The question for determination is whether tax exemptions provided by § 6(d) of Act 487 of 1949, Ark. Stat’s, § 84-3106 (sup.) may be invoked in favor of one who purchases machinery for ginning cotton. The exemption extends to tangible personal property “. . . used by manufacturers or processors or distributors for further processing, compounding, or manufacturing; [also] tangible personal property used for repair, replacement, or expansion of existing manufacturing or processing facilities . . .”
In March, 1951, W. A. Henderson, Jr., purchased gin machinery from a Texas corporation to be used at Marvel, Arkansas. The Commissioner of Revenues asserted an obligation of $208.88, based on the price paid for the machinery. The Commissioner’s position is that ginning cotton is not manufacturing or processing within the legislative intent.
We know as a matter of general information that when cotton is ginned, trash — including leaves and hulls —is removed, and that seeds are taken from the fiber. The hulls serve one commercial purpose, the seeds another, and the cotton as such becomes the principal commodity, ready for marketing and processing.

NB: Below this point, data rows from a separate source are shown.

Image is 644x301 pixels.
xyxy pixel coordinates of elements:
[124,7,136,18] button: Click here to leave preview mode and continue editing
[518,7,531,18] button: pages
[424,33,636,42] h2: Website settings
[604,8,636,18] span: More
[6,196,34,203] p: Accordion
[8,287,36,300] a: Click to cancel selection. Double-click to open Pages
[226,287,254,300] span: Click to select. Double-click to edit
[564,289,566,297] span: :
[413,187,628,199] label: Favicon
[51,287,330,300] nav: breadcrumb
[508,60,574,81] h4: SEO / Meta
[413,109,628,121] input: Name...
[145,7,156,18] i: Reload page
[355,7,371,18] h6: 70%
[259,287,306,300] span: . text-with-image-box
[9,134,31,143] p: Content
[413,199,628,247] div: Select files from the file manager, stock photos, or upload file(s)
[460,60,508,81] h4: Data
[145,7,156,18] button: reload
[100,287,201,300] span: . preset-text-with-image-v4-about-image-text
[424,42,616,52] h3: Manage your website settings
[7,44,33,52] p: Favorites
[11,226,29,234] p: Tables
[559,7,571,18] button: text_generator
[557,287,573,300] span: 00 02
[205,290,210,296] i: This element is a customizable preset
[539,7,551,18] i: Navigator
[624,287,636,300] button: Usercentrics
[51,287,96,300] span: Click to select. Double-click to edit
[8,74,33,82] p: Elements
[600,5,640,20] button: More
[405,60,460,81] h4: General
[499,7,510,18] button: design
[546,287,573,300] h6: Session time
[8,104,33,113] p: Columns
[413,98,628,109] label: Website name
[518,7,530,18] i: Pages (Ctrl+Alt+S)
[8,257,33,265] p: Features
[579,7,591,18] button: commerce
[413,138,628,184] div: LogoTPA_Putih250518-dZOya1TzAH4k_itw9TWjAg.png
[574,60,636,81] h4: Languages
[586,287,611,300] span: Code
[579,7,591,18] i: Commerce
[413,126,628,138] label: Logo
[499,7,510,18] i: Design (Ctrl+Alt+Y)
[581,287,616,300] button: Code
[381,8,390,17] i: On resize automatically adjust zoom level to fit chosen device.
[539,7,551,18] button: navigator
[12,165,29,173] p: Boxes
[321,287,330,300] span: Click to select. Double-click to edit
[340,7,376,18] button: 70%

But, says appellee, the raw material taken from the field has undergone a necessary transformation, without which its value would be impaired.
It must be conceded that “processing” is a flexible term and might with strictness be applied to any alteration of raw material, such as cutting trees for conversion into lumber, washing potatoes preliminary to placing them in sacks, husking and selling corn, thrashing-wheat and similar grain, removing- stems from strawberries, and the like.

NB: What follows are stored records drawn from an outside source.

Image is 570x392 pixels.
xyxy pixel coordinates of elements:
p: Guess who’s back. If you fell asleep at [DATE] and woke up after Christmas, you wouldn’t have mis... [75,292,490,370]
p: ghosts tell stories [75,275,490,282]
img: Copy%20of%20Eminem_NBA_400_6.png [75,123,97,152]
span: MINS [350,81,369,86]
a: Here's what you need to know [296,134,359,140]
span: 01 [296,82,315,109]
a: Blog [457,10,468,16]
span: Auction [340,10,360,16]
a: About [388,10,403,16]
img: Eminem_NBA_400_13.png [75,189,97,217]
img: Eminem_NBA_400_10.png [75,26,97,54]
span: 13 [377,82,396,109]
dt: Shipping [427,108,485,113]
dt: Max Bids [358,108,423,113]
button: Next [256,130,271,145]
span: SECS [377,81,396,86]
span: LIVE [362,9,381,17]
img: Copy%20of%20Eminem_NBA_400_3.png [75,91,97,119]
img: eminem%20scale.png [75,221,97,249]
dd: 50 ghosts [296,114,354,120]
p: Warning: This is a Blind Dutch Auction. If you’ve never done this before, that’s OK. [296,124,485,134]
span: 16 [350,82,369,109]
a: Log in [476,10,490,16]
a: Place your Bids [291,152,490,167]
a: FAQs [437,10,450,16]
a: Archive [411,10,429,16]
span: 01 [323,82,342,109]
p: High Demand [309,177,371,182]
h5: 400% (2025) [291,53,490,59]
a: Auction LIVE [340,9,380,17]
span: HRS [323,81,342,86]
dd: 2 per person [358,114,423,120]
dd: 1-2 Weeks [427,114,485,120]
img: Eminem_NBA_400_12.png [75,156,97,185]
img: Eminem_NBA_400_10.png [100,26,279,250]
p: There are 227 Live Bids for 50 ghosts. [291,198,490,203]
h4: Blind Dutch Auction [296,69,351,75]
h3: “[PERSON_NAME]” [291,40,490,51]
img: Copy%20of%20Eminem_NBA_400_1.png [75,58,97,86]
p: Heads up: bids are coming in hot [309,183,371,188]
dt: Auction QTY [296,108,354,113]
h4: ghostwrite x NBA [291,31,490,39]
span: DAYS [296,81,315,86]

Our conclusion is that cotton becomes a commercial commodity when it is ginned. Samples, taken either before or after ginning, enable buyers to grade quality and make price offerings — offerings that are controlled within narrow limits by domestic and world demand for the fiber after it has been placed on the ginner’s platform, or compressed. It is then ready for processing or manufacturing.
The State relies largely upon Georgia Warehouse Co. v. Jolley, 172 Ga. 172, 157 S. E. 276, while the appellee thinks the principle enunciated in that case was traversed in Moore v. Farmers Mutual Manufacturing & Ginmng Company, 51 Ariz. 378, 77 Pac. 2d 209. Another case which will be presently discussed is Assessors of Boston v. Commissioners of Taxation et al., 323 Mass. 730, 84 N. E. 2d 129.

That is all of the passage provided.